BWA-MEM, a leading algorithm for alignment, is helping researchers rapidly map DNA sequence reads to a reference genome. STAR is another gold-standard alignment algorithm used for RNA-seq data that delivers accurate, ultrafast alignment to better understand gene expressions.
The dynamic programming algorithm Smith-Waterman is also widely used for alignment, a step that’s accelerated 35x on the NVIDIA H100 Tensor Core GPU, which includes a dynamic programming accelerator.
Uncovering Genetic Variants
One of the most critical stages of sequencing projects is variant calling, where researchers identify differences between a patient’s sample and the reference genome. This helps clinicians determine what genetic disease a critically ill patient might have or helps researchers look across a population to discover new drug targets. These variants can be single-nucleotide changes, small insertions and deletions, or complex rearrangements.
GPU-optimized and accelerated callers such as the Broad Institute’s GATK—a genome analysis toolkit for germline variant calling — increase the speed of analysis. To help researchers remove false positives in GATK results, NVIDIA collaborated with the Broad Institute to introduce NVScoreVariants, a deep-learning tool for filtering variants using CNNs.

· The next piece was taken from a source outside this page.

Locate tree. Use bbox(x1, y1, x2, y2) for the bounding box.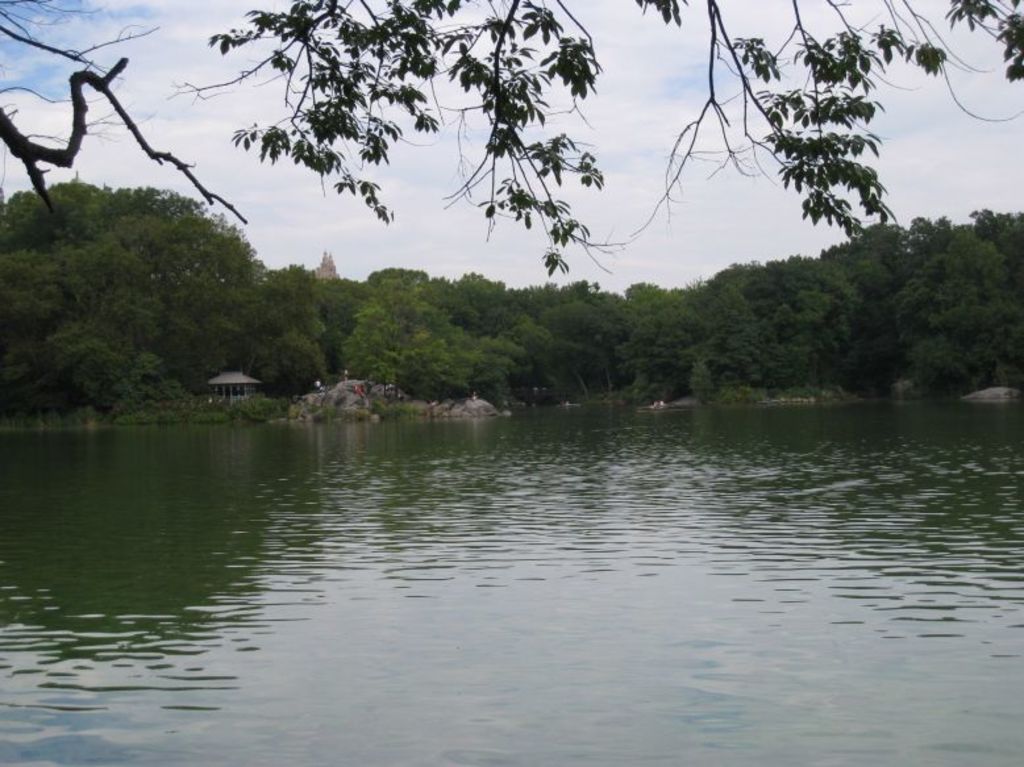
bbox(804, 222, 906, 393).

Deep learning-based variant callers such as Google’s Deep Variant increase accuracy of calls, without the need for a separate filtering step. Deep Variant uses a CNN architecture to call variants. It can be retrained to fine-tune for enhanced accuracy with each genomic platform’s outputs.

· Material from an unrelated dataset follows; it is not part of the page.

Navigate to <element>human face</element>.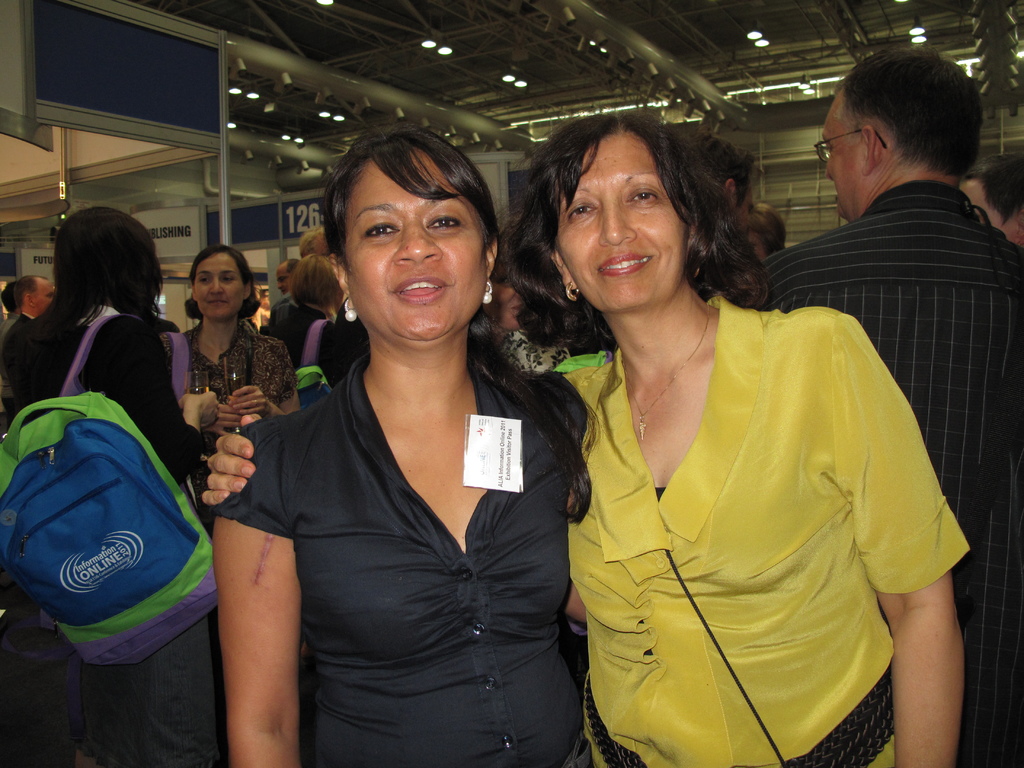
Navigation target: Rect(554, 130, 683, 311).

Secondary analysis software in the NVIDIA Para bricks suite of tools has accelerated these variant callers up to 80x. For example, germline Haplotype Caller’s runtime is reduced from 16 hours in a CPU-based environment to less than five minutes with GPU-accelerated Para bricks.
Accelerating the Next Wave of Genomics
NVIDIA is helping to enable the next wave of genomics by powering both short- and long-read sequencing platforms with accelerated AI base calling and variant calling. Industry leaders and startups are working with NVIDIA to push the boundaries of whole genome sequencing.

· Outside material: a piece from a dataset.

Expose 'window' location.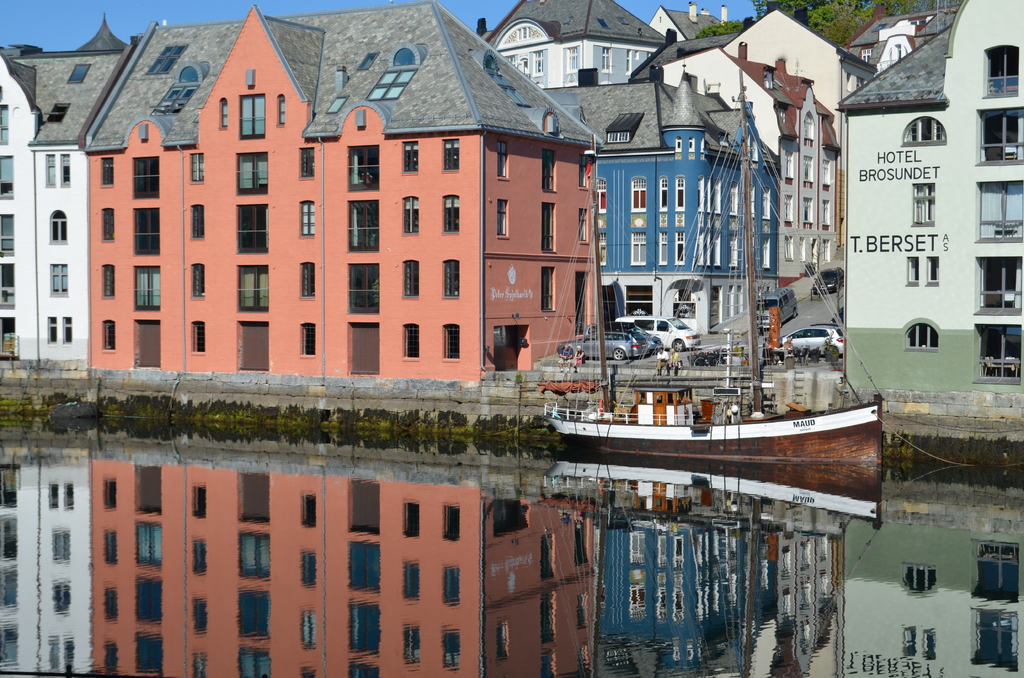
Exposed at x1=101 y1=155 x2=114 y2=185.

For example, biotech company PacBio recently announced the Revio system, a new long-read sequencing system featuring NVIDIA Tensor Core GPUs. Enabled by a 20x increase in computing power relative to prior systems, Revio is designed to sequence human genomes with high-accuracy, long reads at scale for under $1,000.
Oxford Nanopore Technologies offers the only single technology that can sequence any-length DNA or RNA fragments in real-time. These features allow the rapid discovery of more genetic variation. Seattle Children’s Hospital recently used the high-throughput nanopore sequencing instrument PromethION to understand a genetic disorder in the first few hours of a newborn’s life.
Ultima Genomics is offering high-throughput whole genome sequencing at just $100 per sample, and Singular Genomics’ G4 is the most powerful benchtop system.
Tox-GAN: An Artificial Intelligence Approach Alternative to Animal Studies—Case Study with Toxicogenomic
GANs are a set of unsupervised deep learning approaches that can generate new data with a similar statistical distribution as the real data (Goodfellow et al.,2014). AGAN consisted of 2 models: the generator G and the discriminator D, coordinating with each other. In our case, generator G was trained to generate the transcriptomic profiles at a particular time and dose combination for a compound. Then, the generated transcriptomic profile was passed to discriminator D to compare with the real transcript-to-mic profile at the same treatment conditions (i.e., the same time/dose combination). If the generated transcriptomic profiles were different from the real transcriptomic profiles, the discriminator D would provide feedback to the generator G for improvement. The process will be repeated until discriminator D cannot distinguish the generated transcriptomic profile from real ones. Eventually, the trained generator G could infer the transcriptomic profile at a particular time and dose combination based on the chemical information.